Joan of Arc, a medieval Antigone and a (post-) modern myth?

Joan of Arc, a medieval Antigone and a (post-) modern myth?

By Dulce Martinho

Paper given at A Europa das Nacionalidades Mitos de Origem: discursos modernos e pós-modernos (2011)

Charles VII meets Joan of Arc

Introduction: The myth of Antigone spies and whispers to us that it is the alphabet of our new experience, that this one will be spontaneous and immediate and easier to live considering the presence of mythology, as a latent presence, silver vase which will become replete with thought and life. ~ George Steiner, 1999

Advertisement

In Antigones (1984) – with the title like this, in plural – George Steiner is peremptory on the creative vitality of the narrative material of Hellenistic myths and legends as tangible root and guide of our collective consciousness, of the European modern spirit.
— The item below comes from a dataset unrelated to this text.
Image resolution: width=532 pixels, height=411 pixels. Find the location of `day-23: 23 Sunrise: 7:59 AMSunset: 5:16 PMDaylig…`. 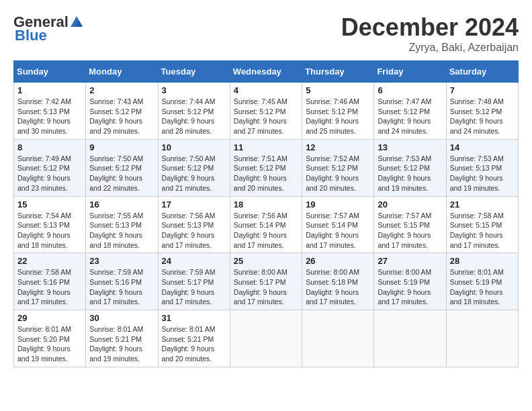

The author of After Babel. Aspects of Language and Translation maintains the opinion that:

It is in these “primordial” myths that our consciousness finds the always renewed return to the deepest comfort and terror of its own origins, a durable and forced return due to the formal accomplishment, the narrative coherence, the lyric and plastic seduction that the Greek spirit faced the unsettling strangeness and the evil. (STEINER, 2008:139).

Advertisement

And, throughout the Greek mythical themes, Steiner underlines «the myth of Antigone [that] runs intact more than two millennia»(STEINER, 2008:119) to conclude that «even today new “Antigones” are imagined, conceived, lived, and so it will be tomorrow» (STEINER, 2008:329)

Assumed «Master of reading» and eternal combatant for intimacy with the classics, Steiner gives absolute primacy to the Sophocles’ Antigone among the countless artistic figurations of this myth and enlightens- just from start- that, in his hermeneutical montenian exercise – interpretation of interpretations – without the impossible ambition to exhaust the subject or systematic chronological motives, it will search instead the answer for the question: «why are the “Antigones” so truly eternal and immediate in relation to the present?»(STEINER, 2008:13). Hence it comes the subtitle of the book that we are referring to: How the Antigone Legende Has Endured in Western Literature, Art and Thought and the motto for the reflections that support our speech.

In fact, this voyage on the theme of Antigone into the thought of the West has brought us an echo of another female figure – this one truly real, historical – closer to us in time and space, but equal and strangely (or not) holder of a singular aura. Young warrior for the people, victim of religious and political webs of her time, with an extraordinary destiny/career, we bring her here by the character of mythical figure that she always had for the French people. We talk about Joan of Arc, the most revered and legendary heroine of the Gaulish.